There are many teachers. One could look for a long time without finding the right one. In a state like this someone could go from teacher to teacher, changing for a variety of reasons.

Every teacher has something to give a student. But some have only a little. Even by virtue of the fact that the teacher is older or more experienced than the student, they may know something useful at least.

Going from teacher to teacher will produce, at the very least, a succession of these lesser relationships, and will at least ensure some progress in learning. I never heard of anyone getting worse! Though for certain some people do not get much better!

However, the right teacher is always available. But sometimes the path that should lead to them is very busy with distractions.

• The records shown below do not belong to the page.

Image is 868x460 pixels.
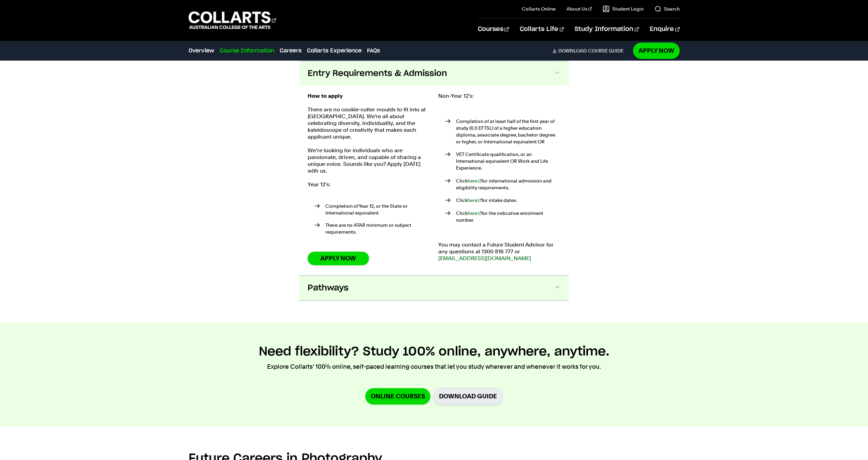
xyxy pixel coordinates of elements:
[189,11,276,30] div: Go to homepage
[308,147,430,174] p: We’re looking for individuals who are passionate, driven, and capable of sharing a unique voice. ...
[650,18,679,40] a: Enquire
[552,48,629,54] a: DownloadCourse Guide
[602,6,643,12] a: Student Login
[467,198,482,203] a: here
[308,252,369,265] a: Apply Now
[467,179,482,184] a: here
[365,389,430,405] a: Online Courses
[632,42,679,58] a: Apply Now
[654,6,679,12] a: Search
[300,61,568,86] button: Entry Requirements & Admission
[456,151,560,171] p: VET Certificate qualification, or an International equivalent OR Work and Life Experience.
[467,210,482,216] a: here
[259,344,609,359] h2: Need flexibility? Study 100% online, anywhere, anytime.
[314,203,430,217] li: Completion of Year 12, or the State or International equivalent.
[308,107,430,140] p: There are no cookie-cutter moulds to fit into at [GEOGRAPHIC_DATA]. We're all about celebrating d...
[456,210,560,223] p: Click for the indicative enrolment number.
[438,255,531,261] a: [EMAIL_ADDRESS][DOMAIN_NAME]
[522,6,555,12] a: Collarts Online
[279,47,301,55] a: Careers
[300,276,568,300] button: Pathways
[189,47,214,55] a: Overview
[307,47,362,55] a: Collarts Experience
[367,47,380,55] a: FAQs
[438,242,560,262] p: You may contact a Future Student Advisor for any questions at 1300 818 777 or
[456,197,560,204] p: Click for intake dates.
[308,68,447,79] span: Entry Requirements & Admission
[300,86,568,276] div: Entry Requirements & Admission
[456,118,560,145] p: Completion of at least half of the first year of study (0.5 EFTSL) of a higher education diploma,...
[574,18,638,40] a: Study Information
[456,178,560,191] p: Click for international admission and eligibility requirements.
[478,18,509,40] a: Courses
[220,47,274,55] a: Course Information
[519,18,563,40] a: Collarts Life
[267,362,601,371] p: Explore Collarts' 100% online, self-paced learning courses that let you study wherever and whenev...
[308,93,343,99] strong: How to apply
[314,222,430,235] li: There are no ATAR minimum or subject requirements.
[308,181,430,188] p: Year 12's:
[438,93,560,99] p: Non-Year 12's:
[433,388,503,405] a: Download Guide
[308,283,349,294] span: Pathways
[558,48,586,54] span: Download
[566,6,591,12] a: About Us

A good teacher knows you and knows what your weaknesses are. Though they may not show it because not all teachers give everything away for free in the first lesson. Sometimes they feel their wisdom is valuable and you have to study for a while before it starts to come through. But how much you learn is not up to the teacher, it is up to you. If the teacher is limited, then what you learn is certainly limited by that. But a true master is not limited.

A teacher is often old. Because wisdom comes with age. Even doing very little for a long time can produce wisdom! Definitely, though, someone who has looked hard for wisdom could well have found a little more of it as more years have passed by.

But your teacher could be any age. There is nothing to say they can't be younger than you! It's the soul that guarantees the result, not the age of the body.

Many people find a good teacher. They might perhaps go to a college to study with someone they admire, and they improve and enjoy it. They look back and say how important it was for them. That's positive! Yet others have not flowered in any significant way, so they feel like they never arrived anywhere...and they don't know where they were going!

The journey of learning is complicated, but only if it has become complicated. Remember how well you learned in the first years of your life. That learning continues all through life, but life takes a long time and it is easy to lose track of what you were doing. The plan of finding your talents and developing them to help everyone goes on, even if it only goes on a little way. I wonder, though, how far it could go?

How much you learn is up to you. The student is the one who listens or chooses not to listen. The teacher is prepared to give everything...to the right person. But the student has to be open to the guidance. The trouble is that many people do not listen and do not realise they have got things wrong. They, of course, do not know they need to be guided.

Yet most people are looking to improve, and they listen to help from outside. I think this is wise.

Finding the right teacher is possible. Then learning from them is possible too. But a guide is only guiding you. They are telling you to hold the map the right way up. That should help!

They are guiding.

But you are the one who has to arrive.

But the right teacher would love to help you as much as you will let them. You may have to ask though. Sometimes.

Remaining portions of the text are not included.